The plush toys are attached to both sides of nine freestanding walls on wheels. Petals torn from artificial flowers are scattered beneath them on the floor — a traditional wedding symbol of fertility made joyfully secular. Here, creation is artistic.
Other plush toys are loaded inside seven coffins made of plain pine and ranging in size from small child to extra-large adult; piled in great mounds within the cabinets of three baby grand pianos; heaped inside two topsy-turvy rowboats and one small sailboat suspended from the ceiling (the “Nina,” “Pinta” and “Santa Maria”); jammed within hanging bathtubs; strewn along the floor the length of one wide wall; covering the surface of the opposite wall and — here, there and everywhere — hanging from vivaciously colorful fabric parachutes that dangle in the air.
The parachute brigade is like a rescue team arriving to save the day, a Berlin airlift for the beleaguered soul.
The emergency is not topical. Palestine has compared school to a concentration camp and his mother to Margaret Thatcher, the cold-blooded Iron Lady, which gives at least some indication as to why liberation is needed. Soft kiddie toys are cuddly, all-purpose talismans of succor and solace.
In the center of the room, a ceremonial semi-circle has been set up with a makeshift ring of tatty television monitors playing a selection of Palestine’s video performances from the past 40 years. In one, the artist runs around a small, plain room, banging into walls as if trapped and unable to break free, yet confirming the protective shelter of the place.
In another, the camera seems adrift at sea. In a third, he swings a lantern on an electrical chord around his head, like a cowboyshaman with a lariat of light.
Through it all, a soundtrack of rhythmic chanting swells and falls. Sound is integral to Palestine’s installation, whose title incorporates letters repeated like resonant sonic vibrations. Buried within “Ccornuuoorphanossccopiaee Aanorphansshhornoffplentyyy,” as the installation is titled, are an orphaned cornucopia and horn of plenty. The gallery, stuffed, becomes its own environmentally scaled stuffed toy.

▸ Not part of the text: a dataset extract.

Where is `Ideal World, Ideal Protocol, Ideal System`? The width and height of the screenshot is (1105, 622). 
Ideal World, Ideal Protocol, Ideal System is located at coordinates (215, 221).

Palestine’s cascades of emotionally loaded plush animals and exuberant explosions of bright commercial gewgaws for children preceded related work by accomplished artists as diverse as Larry Mantello in the 1990s and Mike Kelley in the 1980s. (Palestine taught at CalArts, where Kelley went to school, in the early 1970s, and the current exhibition is sponsored by the Mike Kelley Foundation for the Arts.) The installation is all really just too much — which, in these cruel and emotionally crushing days, means it’s almost just enough.